Title:A Systematic Evaluation of Solubility Enhancing Excipients to Enable the Generation of Permeability Data for Poorly Soluble Compounds in Caco-2 Model
Volume: 8
Issue: 2
Author(s): Devang Shah, Sundeep Paruchury, Muralikrishna Matta, Gajendra Chowan, Murali Subramanian, Ajay Saxena, Matthew G. Soars, John Herbst, Roy Haskell, Punit Marathe and Sandhya Mandlekar
Affiliation:
Keywords:
BCRP, Caco-2, co-solvents, excipients, permeability, P-gp, poor recovery, poor solubility, transporters.
Abstract: The study presented here identified and utilized a panel of solubility enhancing excipients to enable the
generation of flux data in the Human colon carcinoma (Caco-2) system for compounds with poor solubility.
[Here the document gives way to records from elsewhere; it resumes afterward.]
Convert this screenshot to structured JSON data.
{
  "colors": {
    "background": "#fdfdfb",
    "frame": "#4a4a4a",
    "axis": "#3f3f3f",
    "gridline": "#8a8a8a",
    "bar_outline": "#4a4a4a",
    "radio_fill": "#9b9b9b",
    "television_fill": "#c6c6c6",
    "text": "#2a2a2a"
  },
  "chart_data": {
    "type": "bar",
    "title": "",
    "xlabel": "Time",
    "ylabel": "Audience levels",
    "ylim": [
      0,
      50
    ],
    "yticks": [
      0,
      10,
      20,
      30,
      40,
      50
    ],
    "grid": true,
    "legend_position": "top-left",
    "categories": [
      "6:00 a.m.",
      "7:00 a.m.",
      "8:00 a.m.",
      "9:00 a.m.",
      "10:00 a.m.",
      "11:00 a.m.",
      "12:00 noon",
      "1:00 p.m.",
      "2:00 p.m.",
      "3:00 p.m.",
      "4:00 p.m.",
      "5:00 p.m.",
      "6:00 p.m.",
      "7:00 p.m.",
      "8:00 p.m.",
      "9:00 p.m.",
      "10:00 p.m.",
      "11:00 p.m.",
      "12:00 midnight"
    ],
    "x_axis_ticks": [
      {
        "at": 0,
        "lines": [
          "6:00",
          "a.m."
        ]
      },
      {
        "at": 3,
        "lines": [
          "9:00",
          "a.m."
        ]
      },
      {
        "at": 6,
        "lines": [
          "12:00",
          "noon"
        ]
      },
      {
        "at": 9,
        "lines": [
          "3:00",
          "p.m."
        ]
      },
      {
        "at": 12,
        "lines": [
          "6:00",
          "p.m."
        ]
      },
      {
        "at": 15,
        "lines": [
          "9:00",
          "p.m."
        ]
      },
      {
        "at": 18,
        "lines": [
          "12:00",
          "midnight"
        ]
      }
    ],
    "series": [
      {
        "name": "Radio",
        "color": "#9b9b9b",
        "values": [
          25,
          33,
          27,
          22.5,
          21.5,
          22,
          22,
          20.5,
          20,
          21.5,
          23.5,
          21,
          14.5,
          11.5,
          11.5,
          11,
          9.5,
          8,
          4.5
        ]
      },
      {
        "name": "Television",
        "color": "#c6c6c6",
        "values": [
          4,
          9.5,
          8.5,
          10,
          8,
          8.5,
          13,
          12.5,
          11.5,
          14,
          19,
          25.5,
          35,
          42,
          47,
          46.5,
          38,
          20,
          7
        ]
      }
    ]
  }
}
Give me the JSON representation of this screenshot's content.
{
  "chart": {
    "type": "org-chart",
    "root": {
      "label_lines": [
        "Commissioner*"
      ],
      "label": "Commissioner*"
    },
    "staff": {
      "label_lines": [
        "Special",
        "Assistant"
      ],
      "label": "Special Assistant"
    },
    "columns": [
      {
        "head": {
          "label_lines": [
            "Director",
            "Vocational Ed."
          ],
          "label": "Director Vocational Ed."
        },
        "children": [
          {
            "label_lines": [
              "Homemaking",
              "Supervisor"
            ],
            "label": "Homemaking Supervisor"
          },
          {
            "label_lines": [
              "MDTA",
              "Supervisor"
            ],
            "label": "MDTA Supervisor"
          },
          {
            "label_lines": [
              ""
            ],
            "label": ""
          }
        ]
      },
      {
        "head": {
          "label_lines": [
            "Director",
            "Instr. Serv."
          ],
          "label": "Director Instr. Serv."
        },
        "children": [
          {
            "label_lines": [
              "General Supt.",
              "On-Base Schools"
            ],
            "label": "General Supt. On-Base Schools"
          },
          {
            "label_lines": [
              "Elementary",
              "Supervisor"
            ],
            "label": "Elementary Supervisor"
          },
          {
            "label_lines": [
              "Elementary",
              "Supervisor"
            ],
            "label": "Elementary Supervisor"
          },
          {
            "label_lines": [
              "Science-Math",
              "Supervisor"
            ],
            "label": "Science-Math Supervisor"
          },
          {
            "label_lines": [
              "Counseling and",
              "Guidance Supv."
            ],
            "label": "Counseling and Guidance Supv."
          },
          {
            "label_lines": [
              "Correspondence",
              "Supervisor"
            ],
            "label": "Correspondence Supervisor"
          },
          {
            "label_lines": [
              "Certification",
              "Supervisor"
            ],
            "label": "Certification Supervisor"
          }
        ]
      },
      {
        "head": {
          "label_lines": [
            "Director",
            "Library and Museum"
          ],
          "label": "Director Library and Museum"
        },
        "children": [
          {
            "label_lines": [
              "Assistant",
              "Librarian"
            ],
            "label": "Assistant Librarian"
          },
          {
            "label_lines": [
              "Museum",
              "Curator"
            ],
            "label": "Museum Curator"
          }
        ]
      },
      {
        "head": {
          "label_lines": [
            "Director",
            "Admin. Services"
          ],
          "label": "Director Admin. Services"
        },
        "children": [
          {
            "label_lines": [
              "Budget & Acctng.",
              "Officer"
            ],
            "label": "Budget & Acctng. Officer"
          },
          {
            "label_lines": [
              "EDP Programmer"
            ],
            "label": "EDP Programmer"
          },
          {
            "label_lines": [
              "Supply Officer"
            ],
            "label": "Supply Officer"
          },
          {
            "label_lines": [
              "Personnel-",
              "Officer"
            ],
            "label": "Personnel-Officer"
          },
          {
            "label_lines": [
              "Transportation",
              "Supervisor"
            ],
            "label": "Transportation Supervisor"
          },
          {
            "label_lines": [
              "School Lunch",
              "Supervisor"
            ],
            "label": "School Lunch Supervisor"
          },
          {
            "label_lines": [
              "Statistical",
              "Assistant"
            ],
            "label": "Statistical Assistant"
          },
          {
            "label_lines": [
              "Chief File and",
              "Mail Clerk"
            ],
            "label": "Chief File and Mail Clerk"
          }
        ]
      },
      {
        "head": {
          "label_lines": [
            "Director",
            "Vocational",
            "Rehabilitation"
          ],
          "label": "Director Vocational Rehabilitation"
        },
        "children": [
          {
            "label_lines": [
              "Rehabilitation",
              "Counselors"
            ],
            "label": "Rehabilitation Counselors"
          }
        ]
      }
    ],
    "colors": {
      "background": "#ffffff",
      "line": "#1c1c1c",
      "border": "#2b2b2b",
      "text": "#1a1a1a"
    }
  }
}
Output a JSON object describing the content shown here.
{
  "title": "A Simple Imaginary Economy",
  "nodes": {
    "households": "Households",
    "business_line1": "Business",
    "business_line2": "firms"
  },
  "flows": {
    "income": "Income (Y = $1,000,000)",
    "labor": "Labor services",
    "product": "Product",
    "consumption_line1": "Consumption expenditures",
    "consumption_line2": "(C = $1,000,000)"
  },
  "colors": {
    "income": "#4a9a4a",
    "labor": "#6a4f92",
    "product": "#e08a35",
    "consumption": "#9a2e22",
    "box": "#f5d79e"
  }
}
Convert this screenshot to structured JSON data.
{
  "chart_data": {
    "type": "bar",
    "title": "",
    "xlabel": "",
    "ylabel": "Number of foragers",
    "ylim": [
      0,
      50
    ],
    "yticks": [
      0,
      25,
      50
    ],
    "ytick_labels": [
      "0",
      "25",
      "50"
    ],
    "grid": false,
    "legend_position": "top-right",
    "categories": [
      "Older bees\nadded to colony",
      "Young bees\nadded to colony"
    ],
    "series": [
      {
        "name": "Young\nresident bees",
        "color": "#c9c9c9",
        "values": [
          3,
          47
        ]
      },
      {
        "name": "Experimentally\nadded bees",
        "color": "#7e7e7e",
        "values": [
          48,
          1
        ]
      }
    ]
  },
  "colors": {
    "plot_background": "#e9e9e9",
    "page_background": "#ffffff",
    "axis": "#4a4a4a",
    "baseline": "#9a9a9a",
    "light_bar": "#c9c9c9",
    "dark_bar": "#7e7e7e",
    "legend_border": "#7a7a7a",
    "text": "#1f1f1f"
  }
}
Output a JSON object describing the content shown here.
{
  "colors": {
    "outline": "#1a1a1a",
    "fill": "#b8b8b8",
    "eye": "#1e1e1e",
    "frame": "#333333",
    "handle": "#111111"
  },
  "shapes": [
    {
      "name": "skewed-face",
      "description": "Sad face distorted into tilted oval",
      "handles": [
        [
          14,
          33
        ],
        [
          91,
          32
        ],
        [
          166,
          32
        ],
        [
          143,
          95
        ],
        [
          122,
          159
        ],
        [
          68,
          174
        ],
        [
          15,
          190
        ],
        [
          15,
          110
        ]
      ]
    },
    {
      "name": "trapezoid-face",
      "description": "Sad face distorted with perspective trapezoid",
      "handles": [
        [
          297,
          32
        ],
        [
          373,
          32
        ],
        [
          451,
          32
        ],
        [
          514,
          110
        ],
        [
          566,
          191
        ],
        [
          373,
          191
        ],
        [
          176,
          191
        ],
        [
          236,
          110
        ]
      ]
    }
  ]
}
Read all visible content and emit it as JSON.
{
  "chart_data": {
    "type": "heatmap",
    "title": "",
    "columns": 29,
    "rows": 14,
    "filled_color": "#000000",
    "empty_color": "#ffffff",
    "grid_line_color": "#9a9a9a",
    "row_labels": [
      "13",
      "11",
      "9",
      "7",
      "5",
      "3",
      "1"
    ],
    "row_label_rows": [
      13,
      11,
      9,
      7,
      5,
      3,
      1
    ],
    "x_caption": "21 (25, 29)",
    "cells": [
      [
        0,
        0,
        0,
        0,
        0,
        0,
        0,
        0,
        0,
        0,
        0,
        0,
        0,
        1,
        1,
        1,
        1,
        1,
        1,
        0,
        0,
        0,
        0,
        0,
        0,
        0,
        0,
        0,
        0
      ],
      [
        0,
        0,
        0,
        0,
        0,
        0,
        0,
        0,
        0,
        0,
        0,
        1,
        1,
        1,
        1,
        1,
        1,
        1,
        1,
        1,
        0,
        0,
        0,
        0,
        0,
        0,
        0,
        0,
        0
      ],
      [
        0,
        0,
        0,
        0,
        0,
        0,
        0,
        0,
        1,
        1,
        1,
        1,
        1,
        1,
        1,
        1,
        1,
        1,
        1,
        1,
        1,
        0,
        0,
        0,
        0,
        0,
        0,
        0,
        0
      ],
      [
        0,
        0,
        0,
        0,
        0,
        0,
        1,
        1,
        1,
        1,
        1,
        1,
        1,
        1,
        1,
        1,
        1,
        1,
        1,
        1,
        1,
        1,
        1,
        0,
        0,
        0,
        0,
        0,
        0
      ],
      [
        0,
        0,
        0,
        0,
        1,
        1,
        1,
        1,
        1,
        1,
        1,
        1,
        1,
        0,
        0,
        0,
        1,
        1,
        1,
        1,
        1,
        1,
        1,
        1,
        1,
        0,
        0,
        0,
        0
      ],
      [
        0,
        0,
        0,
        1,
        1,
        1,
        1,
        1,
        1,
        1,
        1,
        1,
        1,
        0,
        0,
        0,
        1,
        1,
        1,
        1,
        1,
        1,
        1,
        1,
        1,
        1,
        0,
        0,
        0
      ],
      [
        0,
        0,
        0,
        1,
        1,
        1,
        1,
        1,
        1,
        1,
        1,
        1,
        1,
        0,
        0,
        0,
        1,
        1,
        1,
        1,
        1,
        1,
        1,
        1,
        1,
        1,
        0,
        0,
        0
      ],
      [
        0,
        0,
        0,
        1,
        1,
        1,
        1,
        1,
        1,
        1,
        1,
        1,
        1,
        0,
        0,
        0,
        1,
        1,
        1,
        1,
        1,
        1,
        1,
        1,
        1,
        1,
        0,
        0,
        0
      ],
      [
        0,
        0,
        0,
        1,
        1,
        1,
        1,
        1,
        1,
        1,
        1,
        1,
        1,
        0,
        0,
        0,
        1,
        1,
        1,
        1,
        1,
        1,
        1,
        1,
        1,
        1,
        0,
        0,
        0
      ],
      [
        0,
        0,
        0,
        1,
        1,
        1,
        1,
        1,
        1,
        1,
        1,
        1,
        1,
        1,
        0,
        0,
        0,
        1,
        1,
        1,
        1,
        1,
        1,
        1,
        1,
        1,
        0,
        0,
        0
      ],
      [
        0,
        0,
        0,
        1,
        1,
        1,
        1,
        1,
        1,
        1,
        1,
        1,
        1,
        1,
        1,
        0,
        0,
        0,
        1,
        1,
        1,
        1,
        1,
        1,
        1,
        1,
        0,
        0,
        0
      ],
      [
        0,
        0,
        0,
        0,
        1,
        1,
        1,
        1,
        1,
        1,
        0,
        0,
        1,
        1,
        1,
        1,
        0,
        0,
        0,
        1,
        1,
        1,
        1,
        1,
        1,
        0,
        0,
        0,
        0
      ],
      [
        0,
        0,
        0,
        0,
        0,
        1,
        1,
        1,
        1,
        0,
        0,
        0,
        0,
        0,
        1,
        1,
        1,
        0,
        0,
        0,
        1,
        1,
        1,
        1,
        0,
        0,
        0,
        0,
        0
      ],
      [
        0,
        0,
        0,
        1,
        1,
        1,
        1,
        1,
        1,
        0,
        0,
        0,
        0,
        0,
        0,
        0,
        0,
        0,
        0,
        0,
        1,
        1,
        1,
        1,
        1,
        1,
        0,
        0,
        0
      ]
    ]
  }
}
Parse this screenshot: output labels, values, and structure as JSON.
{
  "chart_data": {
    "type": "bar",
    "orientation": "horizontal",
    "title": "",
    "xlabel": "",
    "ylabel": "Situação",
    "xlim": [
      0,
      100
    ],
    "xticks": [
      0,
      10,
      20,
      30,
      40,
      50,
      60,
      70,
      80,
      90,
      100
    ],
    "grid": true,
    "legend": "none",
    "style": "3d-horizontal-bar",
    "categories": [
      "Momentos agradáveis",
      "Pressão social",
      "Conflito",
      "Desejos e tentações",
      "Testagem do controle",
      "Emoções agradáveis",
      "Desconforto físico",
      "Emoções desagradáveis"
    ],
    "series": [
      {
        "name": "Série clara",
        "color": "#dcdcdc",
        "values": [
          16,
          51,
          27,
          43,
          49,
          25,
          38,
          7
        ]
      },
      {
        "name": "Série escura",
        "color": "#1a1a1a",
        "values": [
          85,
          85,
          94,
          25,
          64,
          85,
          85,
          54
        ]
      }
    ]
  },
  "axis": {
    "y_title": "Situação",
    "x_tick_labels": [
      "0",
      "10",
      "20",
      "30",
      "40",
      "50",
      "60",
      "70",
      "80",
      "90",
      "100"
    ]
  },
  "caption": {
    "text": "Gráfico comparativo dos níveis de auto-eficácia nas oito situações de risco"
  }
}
Solubility
enhancing excipients Dimethyl acetamide (DMA) 1 % v/v, polyethylene glycol (PEG) 400 1% v/v, povidone 1% w/v,
poloxamer 188 2.5% w/v and bovine serum albumin (BSA) 4% w/v did not compromise Caco-2 monolayer integrity as
assessed by trans-epithelial resistance measurement (TEER) and Lucifer yellow (LY) permeation. Further, these
excipients did not affect P-glycoprotein (P-gp) mediated bidirectional transport of digoxin, permeabilities of high
(propranolol) or low permeability (atenolol) compounds, and were found to be inert to Breast cancer resistant protein
(BCRP) mediated transport of cladribine. This approach was validated further using poorly soluble tool compounds,
atazanavir (poloxamer 188 2.5% w/v) and cyclosporine A (BSA 4% w/v) and also applied to new chemical entity (NCE)
BMS-A in BSA 4% w/v, for which Caco-2 data could not be generated using the traditional methodology due to poor
solubility (<1 µM) in conventional Hanks balanced salt solution (HBSS). Poloxamer 188 2.5% w/v increased solubility of
atazanavir by >8 fold whereas BSA 4% w/v increased the solubility of cyclosporine A and BMS-A by >2-4 fold thereby
enabling permeability as well as efflux liability estimation in the Caco-2 model with reasonable recovery values. To
conclude, addition of excipients such as poloxamer 188 2.5% w/v and BSA 4% w/v to HBSS leads to a significant
improvement in the solubility of the poorly soluble compounds resulting in enhanced recoveries without modulating
transporter-mediated efflux, expanding the applicability of Caco-2 assays to poorly soluble compounds.